Saturday, January 24, 2004

According to David Brooks,

John Kerry lacks follow through. Sounds like another Clinton, but with more circumspection.

Brooks is a terrific writer and a keen observer, as he demonstrates in his column on the Iowa Democrat caucus participants (link may disappear or be changed to pay only).
[I]f you had to pick a quintessential figure to represent the Iowa Democratic voters who have been showing up at rallies over the past few days, it would be a 55-year-old teacher. She is a moderate, optimistic, progressive educator who wants to believe in politics again. She wants to believe that big changes can still be made in this country, and that big challenges like poverty and the uninsured can still be addressed.

She has some pet peeves. She is upset by the billions of dollars the drug companies spend on commercials, which drive up the cost of her prescriptions. She loathes the No Child Left Behind Act, which threatens to brand her school a failure, even though she and her colleagues are doing the best they can.

But it's the dream of big, history-shaking changes that really inspires her. She wants to talk about the issues that used to be so prominent but now seem never to get attention: urban blight, segregation and the misery caused by hunger and homelessness.
. . .
I'm struck by how oblivious this campaign has been to the consequences of 9/11. I'm struck by how the grand idealism of the crowds is out of proportion to the smallish policies on offer. Nonetheless, it's sort of inspiring in this cold Iowa winter to see at least some Americans who have preserved, despite decades of discouragement, a stubborn faith in politics, and the possibility of change.
He's kinder than I would be, I suppose. I attended grade school, fourth through sixth grade in Ames, Iowa, and none of my teachers were like this. I suppose they were working to put their husbands through college, but I can't imagine any of them being content with the grade inflation and politically correct curricula in fashion today.

I have very little patience with the people who respond warmly to speeches like the one I heard Edwards give on Monday night, full of sentimental gobbledygook about ending poverty and assuring everybody can afford healthcare. It's not that I don't care about the poor, just that this kind of rhetoric keeps alive impossible goals and immoral programs and ignores the nature of all governments. Whatever they enact as law creates rights, and poverty in and of itself doesn't entail rights to other peoples' property, nor should it.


### Exercise instructions
Using the records below, filter out every line that lacks "Avideon" and copy the rest.

### Study material
-*-*-

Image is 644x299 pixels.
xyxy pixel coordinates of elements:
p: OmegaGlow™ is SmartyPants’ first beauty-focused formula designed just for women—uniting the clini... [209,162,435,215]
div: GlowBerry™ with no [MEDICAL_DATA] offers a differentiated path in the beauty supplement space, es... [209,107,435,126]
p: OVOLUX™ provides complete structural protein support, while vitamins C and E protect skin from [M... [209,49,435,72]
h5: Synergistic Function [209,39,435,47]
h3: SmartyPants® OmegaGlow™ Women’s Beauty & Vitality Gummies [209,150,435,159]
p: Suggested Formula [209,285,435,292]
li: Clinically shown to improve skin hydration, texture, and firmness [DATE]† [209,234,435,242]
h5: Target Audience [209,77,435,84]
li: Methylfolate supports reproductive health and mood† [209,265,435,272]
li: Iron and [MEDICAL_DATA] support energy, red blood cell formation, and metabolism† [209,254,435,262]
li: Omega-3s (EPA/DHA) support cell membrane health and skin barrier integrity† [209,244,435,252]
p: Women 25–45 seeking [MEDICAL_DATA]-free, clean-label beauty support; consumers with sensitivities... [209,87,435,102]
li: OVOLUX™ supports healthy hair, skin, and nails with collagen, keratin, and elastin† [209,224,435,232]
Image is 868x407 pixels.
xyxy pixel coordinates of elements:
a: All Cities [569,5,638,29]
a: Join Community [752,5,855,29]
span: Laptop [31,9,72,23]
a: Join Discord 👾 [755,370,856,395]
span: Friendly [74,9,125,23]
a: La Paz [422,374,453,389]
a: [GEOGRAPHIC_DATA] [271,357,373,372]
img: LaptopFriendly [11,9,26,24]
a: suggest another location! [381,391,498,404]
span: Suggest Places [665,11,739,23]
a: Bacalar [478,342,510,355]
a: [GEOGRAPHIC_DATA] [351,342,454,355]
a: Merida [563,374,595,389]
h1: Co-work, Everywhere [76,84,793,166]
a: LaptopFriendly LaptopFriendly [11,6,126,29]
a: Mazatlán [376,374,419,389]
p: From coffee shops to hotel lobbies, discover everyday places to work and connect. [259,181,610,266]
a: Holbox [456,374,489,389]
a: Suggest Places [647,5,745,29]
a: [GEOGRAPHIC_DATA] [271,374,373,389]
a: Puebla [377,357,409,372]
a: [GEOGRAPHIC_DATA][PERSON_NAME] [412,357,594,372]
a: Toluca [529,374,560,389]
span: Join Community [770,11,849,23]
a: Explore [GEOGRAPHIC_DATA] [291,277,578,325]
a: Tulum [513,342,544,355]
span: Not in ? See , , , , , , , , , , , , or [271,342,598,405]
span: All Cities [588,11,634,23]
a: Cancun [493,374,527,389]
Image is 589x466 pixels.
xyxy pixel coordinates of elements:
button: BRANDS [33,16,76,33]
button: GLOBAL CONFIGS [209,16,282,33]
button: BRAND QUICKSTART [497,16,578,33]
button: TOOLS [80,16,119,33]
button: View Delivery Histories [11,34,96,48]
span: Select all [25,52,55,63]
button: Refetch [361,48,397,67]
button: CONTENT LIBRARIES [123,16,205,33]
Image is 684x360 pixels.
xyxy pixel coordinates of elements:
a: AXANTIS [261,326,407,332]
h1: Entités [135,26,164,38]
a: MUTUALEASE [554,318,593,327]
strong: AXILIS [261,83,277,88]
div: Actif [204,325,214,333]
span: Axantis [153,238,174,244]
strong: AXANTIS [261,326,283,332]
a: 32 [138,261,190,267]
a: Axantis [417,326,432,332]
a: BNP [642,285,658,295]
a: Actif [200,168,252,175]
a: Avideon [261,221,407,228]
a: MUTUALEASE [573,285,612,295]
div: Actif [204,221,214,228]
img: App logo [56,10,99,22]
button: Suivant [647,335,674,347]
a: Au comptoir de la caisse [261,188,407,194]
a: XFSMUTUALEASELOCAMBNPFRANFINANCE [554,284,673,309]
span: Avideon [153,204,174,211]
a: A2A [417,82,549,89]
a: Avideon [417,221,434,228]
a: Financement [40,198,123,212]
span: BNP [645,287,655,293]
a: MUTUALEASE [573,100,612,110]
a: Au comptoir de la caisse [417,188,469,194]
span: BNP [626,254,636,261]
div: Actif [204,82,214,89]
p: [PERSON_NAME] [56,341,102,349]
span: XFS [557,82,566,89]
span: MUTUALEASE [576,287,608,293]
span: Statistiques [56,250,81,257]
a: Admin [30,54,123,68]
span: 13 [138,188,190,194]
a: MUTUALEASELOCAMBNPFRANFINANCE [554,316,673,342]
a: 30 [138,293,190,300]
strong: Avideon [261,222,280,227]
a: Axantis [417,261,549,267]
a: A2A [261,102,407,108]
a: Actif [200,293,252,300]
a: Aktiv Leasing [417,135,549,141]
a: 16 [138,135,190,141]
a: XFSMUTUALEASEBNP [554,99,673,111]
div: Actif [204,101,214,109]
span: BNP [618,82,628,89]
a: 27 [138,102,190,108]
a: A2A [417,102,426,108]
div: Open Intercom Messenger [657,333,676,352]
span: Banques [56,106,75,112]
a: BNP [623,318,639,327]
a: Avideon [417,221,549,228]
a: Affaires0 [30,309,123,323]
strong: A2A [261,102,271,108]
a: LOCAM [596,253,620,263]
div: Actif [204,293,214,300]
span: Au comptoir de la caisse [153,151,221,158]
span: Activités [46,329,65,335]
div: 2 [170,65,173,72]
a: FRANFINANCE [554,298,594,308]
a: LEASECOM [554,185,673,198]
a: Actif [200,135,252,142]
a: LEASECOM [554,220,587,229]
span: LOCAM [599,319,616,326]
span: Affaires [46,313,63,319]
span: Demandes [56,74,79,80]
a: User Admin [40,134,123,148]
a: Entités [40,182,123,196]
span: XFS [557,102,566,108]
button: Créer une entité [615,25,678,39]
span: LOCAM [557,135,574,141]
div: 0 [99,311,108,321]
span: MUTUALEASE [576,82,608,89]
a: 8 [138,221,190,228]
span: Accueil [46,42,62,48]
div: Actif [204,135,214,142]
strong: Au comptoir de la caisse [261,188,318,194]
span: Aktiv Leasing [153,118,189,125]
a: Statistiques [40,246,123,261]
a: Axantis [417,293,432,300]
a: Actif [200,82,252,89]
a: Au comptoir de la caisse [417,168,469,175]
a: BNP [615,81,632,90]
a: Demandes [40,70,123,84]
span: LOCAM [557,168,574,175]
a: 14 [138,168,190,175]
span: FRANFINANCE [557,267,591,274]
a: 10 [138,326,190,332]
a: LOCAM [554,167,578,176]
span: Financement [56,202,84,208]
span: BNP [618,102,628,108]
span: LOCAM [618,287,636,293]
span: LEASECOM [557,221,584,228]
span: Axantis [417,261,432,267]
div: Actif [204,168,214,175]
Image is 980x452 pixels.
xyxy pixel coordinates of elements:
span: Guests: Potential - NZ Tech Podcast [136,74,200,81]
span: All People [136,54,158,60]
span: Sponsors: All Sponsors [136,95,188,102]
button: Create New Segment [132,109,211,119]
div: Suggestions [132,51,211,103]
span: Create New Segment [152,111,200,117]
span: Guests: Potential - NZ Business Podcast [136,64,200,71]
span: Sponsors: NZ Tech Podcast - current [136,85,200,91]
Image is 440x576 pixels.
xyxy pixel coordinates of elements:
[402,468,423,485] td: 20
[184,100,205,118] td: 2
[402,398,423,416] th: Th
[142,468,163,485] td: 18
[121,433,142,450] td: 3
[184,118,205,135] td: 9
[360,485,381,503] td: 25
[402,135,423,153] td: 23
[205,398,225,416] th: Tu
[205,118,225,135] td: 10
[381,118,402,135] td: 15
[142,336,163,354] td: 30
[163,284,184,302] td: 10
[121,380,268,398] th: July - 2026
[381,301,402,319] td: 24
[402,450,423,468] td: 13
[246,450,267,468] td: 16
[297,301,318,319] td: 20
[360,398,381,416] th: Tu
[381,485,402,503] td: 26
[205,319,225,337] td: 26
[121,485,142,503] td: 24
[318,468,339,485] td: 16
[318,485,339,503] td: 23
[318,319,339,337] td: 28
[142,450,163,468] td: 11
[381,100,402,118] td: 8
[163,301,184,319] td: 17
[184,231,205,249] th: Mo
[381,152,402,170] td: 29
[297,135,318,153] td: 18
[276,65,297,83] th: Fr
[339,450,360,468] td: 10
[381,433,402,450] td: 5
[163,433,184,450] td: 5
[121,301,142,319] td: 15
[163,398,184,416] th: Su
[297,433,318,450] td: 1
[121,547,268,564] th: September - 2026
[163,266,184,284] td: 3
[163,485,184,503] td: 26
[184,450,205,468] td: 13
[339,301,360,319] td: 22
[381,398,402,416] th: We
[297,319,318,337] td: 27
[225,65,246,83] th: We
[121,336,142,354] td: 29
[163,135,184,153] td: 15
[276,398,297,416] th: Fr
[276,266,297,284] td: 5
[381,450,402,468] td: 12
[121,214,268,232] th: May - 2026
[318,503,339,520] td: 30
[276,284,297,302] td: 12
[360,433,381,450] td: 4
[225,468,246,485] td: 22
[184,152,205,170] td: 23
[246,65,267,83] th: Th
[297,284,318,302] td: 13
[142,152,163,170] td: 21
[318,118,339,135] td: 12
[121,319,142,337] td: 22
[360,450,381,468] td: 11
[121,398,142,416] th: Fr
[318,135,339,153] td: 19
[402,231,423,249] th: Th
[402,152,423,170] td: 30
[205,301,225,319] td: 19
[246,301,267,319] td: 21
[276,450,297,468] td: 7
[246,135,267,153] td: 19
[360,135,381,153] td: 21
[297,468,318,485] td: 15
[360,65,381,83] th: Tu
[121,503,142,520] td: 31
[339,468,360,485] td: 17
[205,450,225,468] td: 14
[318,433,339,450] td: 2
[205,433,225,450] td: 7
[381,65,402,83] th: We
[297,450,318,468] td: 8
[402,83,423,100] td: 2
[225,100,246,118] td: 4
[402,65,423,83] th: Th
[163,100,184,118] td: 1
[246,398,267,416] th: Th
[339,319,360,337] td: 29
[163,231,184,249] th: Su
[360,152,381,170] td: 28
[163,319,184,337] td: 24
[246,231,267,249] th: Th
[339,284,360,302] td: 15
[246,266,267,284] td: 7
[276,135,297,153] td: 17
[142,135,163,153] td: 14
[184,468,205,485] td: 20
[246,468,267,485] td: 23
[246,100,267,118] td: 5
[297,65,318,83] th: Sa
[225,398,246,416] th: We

-*-*-

### Task response
a: Avideon [261,221,407,228]
span: Avideon [153,204,174,211]
a: Avideon [417,221,434,228]
strong: Avideon [261,222,280,227]
a: Avideon [417,221,549,228]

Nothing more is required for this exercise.